The Historical Accuracies of The Witch Part 4 (Mythos)
Article by Aaron Haughton
Last year, Robert Eggers floored audiences with his chilling tale of 17th century folklore, The Witch. However, it wasn't solely the Puritan nightmare that wowed the crowds, but Eggers' painstaking attention to detail and the film's historic authenticity.
Being a production and costume designer before turning writer/director, research is no new concept to Eggers. He researched the film over the course of four years while simultaneously juggling costume design and other projects, going so far as to work directly with museums and historians, who helped compile an expansive collection of primary sources, which comprised of volumes of period fashion, animal husbandry, agricultural techniques, firsthand accounts and journals, religious texts, and folklore.
This research permeated the screen in various shapes and forms, be it the dialogue, the dress, or the very farm the family resides on. All of it necessary for the final product. It helps to suspend any disbelief, helping us to lose ourselves and become transported to 17th century New England.

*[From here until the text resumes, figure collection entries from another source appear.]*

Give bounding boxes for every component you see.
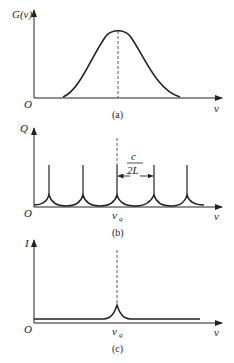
spacing-numerator: c [131, 150, 136, 162]
center-subscript: q [119, 331, 123, 339]
y-axis-label: G(ν) [12, 8, 32, 21]
gain-curve [63, 31, 180, 97]
center-label: ν [112, 325, 117, 337]
y-axis-label: I [24, 237, 30, 249]
center-subscript: q [119, 215, 123, 223]
resonance-curve [34, 195, 204, 206]
y-axis-label: Q [20, 122, 28, 134]
x-axis-label: ν [214, 102, 219, 114]
panel-a: G(ν) O ν (a) [12, 8, 222, 121]
caption: (c) [112, 343, 123, 355]
x-axis-label: ν [214, 210, 219, 222]
center-label: ν [112, 209, 117, 221]
caption: (a) [112, 109, 123, 121]
panel-c: I O ν ν q (c) [24, 237, 222, 355]
origin-label: O [24, 207, 32, 219]
panel-b: c 2L Q O ν ν q (b) [20, 122, 222, 239]
laser-spectrum-diagram: G(ν) O ν (a) c 2L Q O ν ν q (b) I O ν ν [0, 0, 234, 363]
intensity-curve [34, 305, 200, 319]
origin-label: O [24, 98, 32, 110]
spacing-denominator: 2L [127, 164, 139, 176]
caption: (b) [112, 227, 124, 239]
origin-label: O [24, 323, 32, 335]
x-axis-label: ν [214, 326, 219, 338]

As Eggers mentions in the Salem Panel Q&A, which appears on the film's digital release, “I was trying to understand how the Salem witch trials happened, how the witch holocaust in Europe happened, and, I think, because today, when we think of evil witches — and I’m not talking aboutwhite witches and Wiccans and contemporary witches — but when we think of evil witches, it’s as if it never existed… But to actually understand that in the early modern period for everyone, except for a few people in the extreme intelligentsia, the real world and the fairytale world were the same thing, and if someone called you a witch, they really thought that you were a supernatural being capable of doing the things that the witch does in this film. So, if I’m gonna get audiences to actually go along and accept that, we have to be transported to the 17th century, we have to be in the mindset of the English Calvinists, or it’s never going to work.”
With that in mind, I've done some digging of my own and broken the film down into 4 essential categories, delving into the accuracies and research that make each piece feel so very real. This week, we'll take a look at the historical accuracies as they relate to the film's mythos.
- Eggers built a library of primary source material with a specific focus on accounts of demon possession. Part of these sources included The Diary of Samuel Sewall and The Diary of John Winthrop, which Eggers said, "was really common stuff and there’s tons of cases of demon possession. I read through the books looking for good images and moments, and then, as I’d go along with the script, I would think, ‘How can I make that work?’"
- The Hare appears in several folktales in correlation with witches. In short, witches could turn into hares and are able to do malevolent things in the form of hares. This explains why the gun backfires when Caleb and his father attempt to shoot the ominous hare in the woods. This mythology dates back to the Greek god Pan, who is similar to the Christian Satan, and as a child was wrapped in a hare's hide.
- The scene where the witch uses the baby as lubricant for the broom stems from the belief that witches didn't just hop on their brooms and fly. Instead, they needed an ointment to help them fly. Eggers states, "the lore in the day was basically that the active ingredient of this unguent was the entrails of an unbaptized baby. And the baby, Samuel—given that his family was far from the settlement, and also given that the Puritans had weird ideas about baptism, he was susceptible to that."
- One thing Eggers noticed during his research is that a lot of the folk tales and lore from the 17th century mirror the accounts of actual witchcraft. He used this realization to craft the world the characters inhabited, one where the real world and fantasy are one in the same.
With regard to the film's ending, Eggers says "there are clues about different interpretations. So, for example, the rot on the corn is ergot, which is a hallucinogenic fungus, so if you wanted to take that route, you could. It’s not necessarily my route, but there are multiple ways in."
What do you think? Did the mythos of the film work for you? How crazy is the lubrication of the broom? We want to know. Share your thoughts and feelings in the comments section below, and as always, remember to viddy well!